Tuesday, 23 January 2018

What other source of information on the intrinsic character of genocidist Nigeria does the league of sceptics still desire? Even the British conqueror regime is honest enough, right from the outset, about the entrenched differences in the key sociological and historical markers of the constituent peoples in the Nigeria contraption that it knows exists soley for its optimum resource expropriation indefinitely (see Hugh Clifford below).
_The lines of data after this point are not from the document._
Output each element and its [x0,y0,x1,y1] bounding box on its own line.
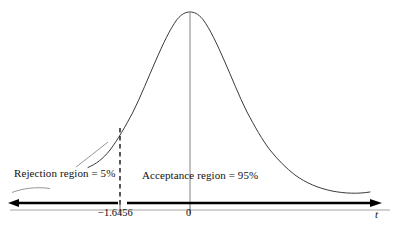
tick-label-critical-value: −1.6456 [98,208,133,219]
rejection-region-label: Rejection region = 5% [14,168,115,179]
rejection-leader-line-upper [76,142,108,167]
axis-variable-label: t [375,209,378,220]
rejection-leader-line-lower [12,188,50,193]
chart-canvas [0,0,400,230]
axis-right-arrowhead [370,199,382,207]
axis-left-arrowhead [8,199,19,207]
t-distribution-figure: Rejection region = 5% Acceptance region … [0,0,400,230]
acceptance-region-label: Acceptance region = 95% [142,170,258,181]
tick-label-zero: 0 [186,208,191,219]
bell-curve [88,12,370,193]
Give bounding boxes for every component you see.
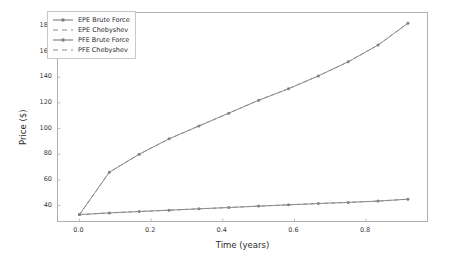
x-tick-label: 0.8 bbox=[350, 226, 380, 234]
legend-item[interactable]: PFE Chebyshev bbox=[52, 45, 130, 55]
legend-item[interactable]: PFE Brute Force bbox=[52, 35, 130, 45]
x-tick-label: 0.4 bbox=[207, 226, 237, 234]
legend-swatch-solid-marker-icon bbox=[52, 35, 74, 45]
y-tick-label: 140 bbox=[26, 72, 52, 80]
y-tick-label: 40 bbox=[26, 201, 52, 209]
legend-box: EPE Brute Force EPE Chebyshev PFE Brute … bbox=[47, 11, 136, 59]
legend-label: PFE Brute Force bbox=[78, 35, 129, 45]
y-tick-label: 80 bbox=[26, 149, 52, 157]
legend-swatch-dashed-icon bbox=[52, 45, 74, 55]
legend-item[interactable]: EPE Brute Force bbox=[52, 15, 130, 25]
legend-label: EPE Chebyshev bbox=[78, 25, 128, 35]
x-axis-label: Time (years) bbox=[57, 240, 428, 250]
data-point-marker bbox=[168, 209, 171, 212]
legend-label: EPE Brute Force bbox=[78, 15, 130, 25]
x-tick-label: 0.6 bbox=[278, 226, 308, 234]
legend-label: PFE Chebyshev bbox=[78, 45, 128, 55]
y-tick-label: 120 bbox=[26, 98, 52, 106]
legend-swatch-solid-marker-icon bbox=[52, 15, 74, 25]
data-point-marker bbox=[197, 124, 200, 127]
x-tick-label: 0.0 bbox=[63, 226, 93, 234]
x-tick-label: 0.2 bbox=[135, 226, 165, 234]
data-point-marker bbox=[406, 198, 409, 201]
legend-item[interactable]: EPE Chebyshev bbox=[52, 25, 130, 35]
y-tick-label: 60 bbox=[26, 175, 52, 183]
y-tick-label: 100 bbox=[26, 124, 52, 132]
legend-swatch-dashed-icon bbox=[52, 25, 74, 35]
figure-canvas: Price ($) 406080100120140160180 0.00.20.… bbox=[0, 0, 450, 261]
Or perhaps the sceptics are awaiting a special broadcast from the leadership of the current British government to the peoples in Nigeria to reiterate Hugh Clifford’s crucial observations made almost 100 years ago to the day.

(Hugh Clifford)
Herbert Ekwe-Ekwe

IN DECEMBER 1920, Hugh Clifford, the British conquest and occupation governor in Nigeria, makes the following contribution to a “Legislative Council Debate, Lagos”:
[Nigeria is a] collection of Independent … States, separated from one another by great distances, by differences of history and traditions and by … racial … political, social and religious barrier.[1]
TODAY, Tuesday 23 January 2018, 98 years on, would Hugh Clifford conceivably make these same assertions? If so, why? If not, why not?
(George Russell Sextet plays Miles Davis’s  composition, “Nardis” [personnel: Russell, piano; Don Ellis, trumpet; Dave Baker, trombone; Eric Dolphy, bass clarinet; Steve Swallow, bass; Joe Hunt, drums; recorded: Riverside Records, New York, 8 May 1961])
Twitter @HerbertEkweEkwe



[1]Quoted in George CE Enyoazu, “Sovereign National Conference – Will the people have their say at last?”, African Democrat, 30 October 2013.